Thermal Camera Project

The GRID-EYE.  What a name!

The GRID-EYE. What a name!

A few months ago, I bought an AMG8852 “Grid-eye” sensor from digikey.  It is an 8×8 thermopile array, which is one way of saying it is a low resolution thermal camera, which is totally worthy if its terrifying and vaguely sci-fi name.   I soldered it down to a breakout board from osh park, tested it with some arduino code (provided at that link), and then threw it in a parts pile for a while.  I knew its future would be as the input to an 8×8 LED array, but I didn’t have time to work on it back then, so it hid in my logic analyzer case for a while.  This weekend I pulled it out to work on.

The grid-eye datasheet on digikey is pretty garbage, but there are some good resources online that actually describe what all registers are and what bytes are r, w, r/w.  Turns out most of the settings are already what I want them to be, but knowing that is better than leaving it up to chance.

I decided that this project would be done in assembly, since I haven’t used it in a while.  The first task was to choose a development environment.  The last time I wrote pure assembly was a while ago, and I wanted to see what was out there.  I tried avr-as, avra, and atmel studio 6 (in windows).  Atmel studio 6 won out since it has all the up-to-date XXXXXdec.inc files, and it has a nice interface for setting and checking fuses.

I chose an atmega328p as my controller since I have about 10 of them rolling around in my bag-o-microcontrollers, and they are extremely common.  I didn’t want a repeat of when I ordered attiny20s only to find that they could barely be programmed in assembly (not supported by avr-gcc).  One of my other options was an attiny 25/45/85, but they don’t have real I2C peripherals (UART instead) and don’t have much in the way of pins, so they got passed over.  I could have also used an atxmega32a4u or an atmega32u4, but that seemed like overkill.

Here are a few sketches of enclosures or usage ideas.  There are two main ideas here- a lipstick/lytro shaped camera, and a “twin lens reflex” camera.

Lipstick/Lytro design

Lipstick/Lytro design

This design is supposed to be small and easy to stuff in a bag or toolbox and to be easy to hold in one hand.  The use case here is producing a “live” thermal image, that you can use to find hot/cold spots in a project or space.  The case could be striped black/orange/black to give it a cool color scheme.  The case prototype would be 3d printed.
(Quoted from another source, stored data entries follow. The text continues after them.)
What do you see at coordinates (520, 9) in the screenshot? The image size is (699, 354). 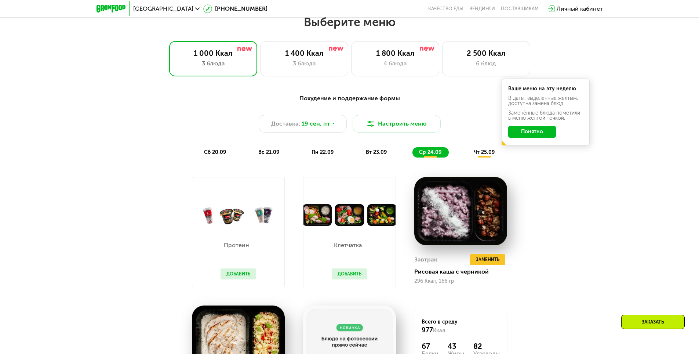 I see `div: поставщикам` at bounding box center [520, 9].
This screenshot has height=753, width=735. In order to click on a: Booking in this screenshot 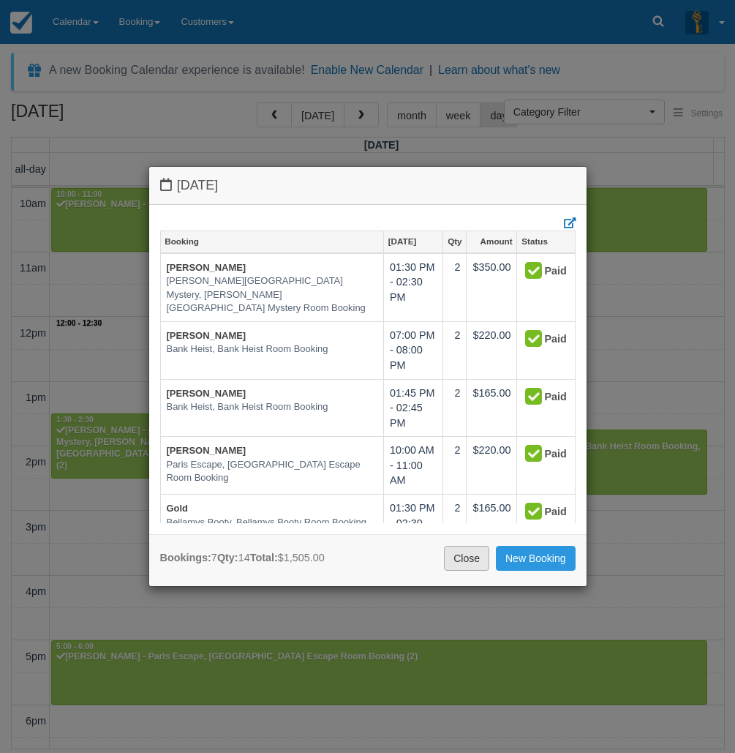, I will do `click(272, 241)`.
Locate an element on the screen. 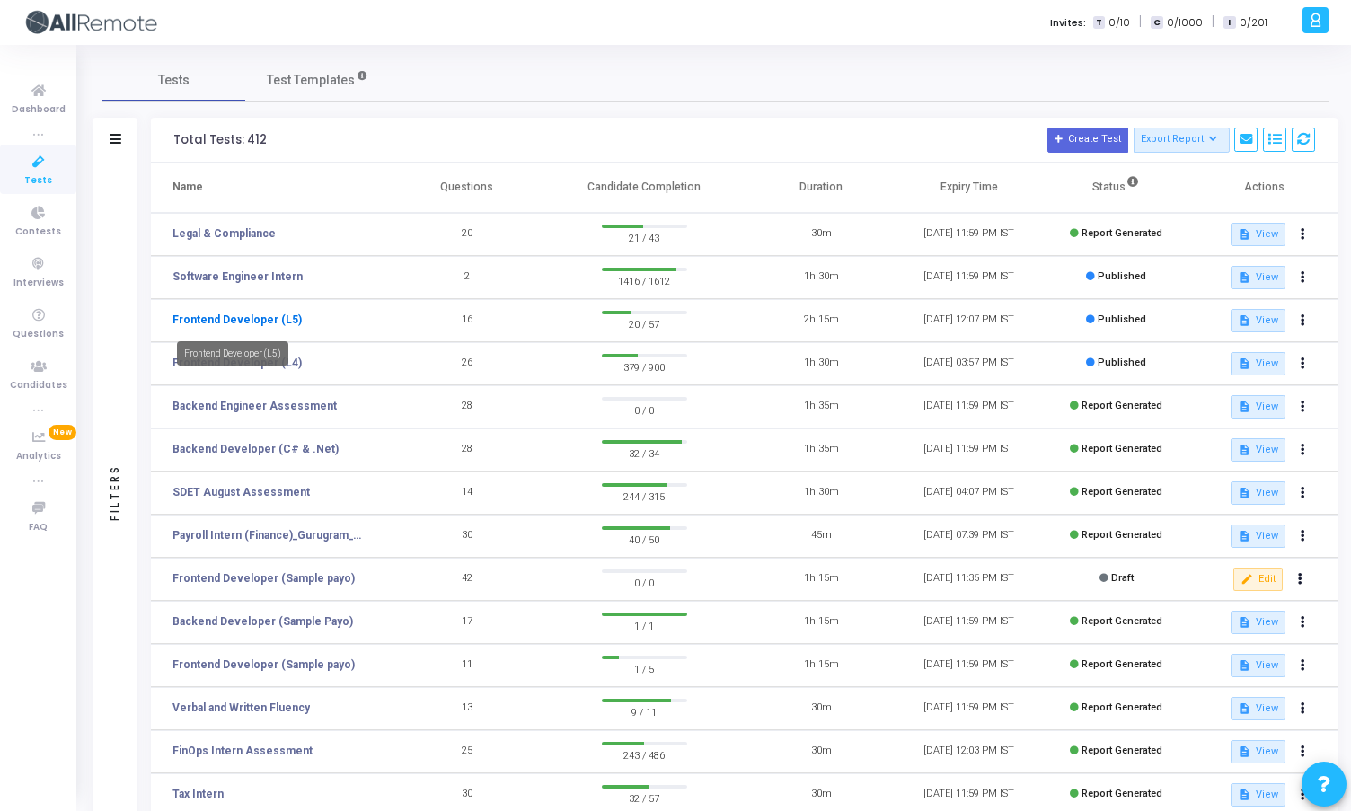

Twin lens reflex idea.  Thermal camera data superimposed on small jpeg

Twin lens reflex idea

A TLR is an old kind of camera that had one lens for viewing the image, and one lens for capturing the image.  In this case, the thermal image would be the one you would use to sight the camera, and in addition to the thermal camera there would be a static serial camera on board.  This could have some cool applications in sensing wildlife or people as they approach the camera.  The saved image would include the thermal profile tacked on, so you could do a temperature overlay of the final image.

TLR idea detail.

TLR idea detail.

This is another image of the camera body.  I am excited by this idea, but it is more complicated than the simpler thermal imager.  The simple version could be a stepping stone to the more exciting version.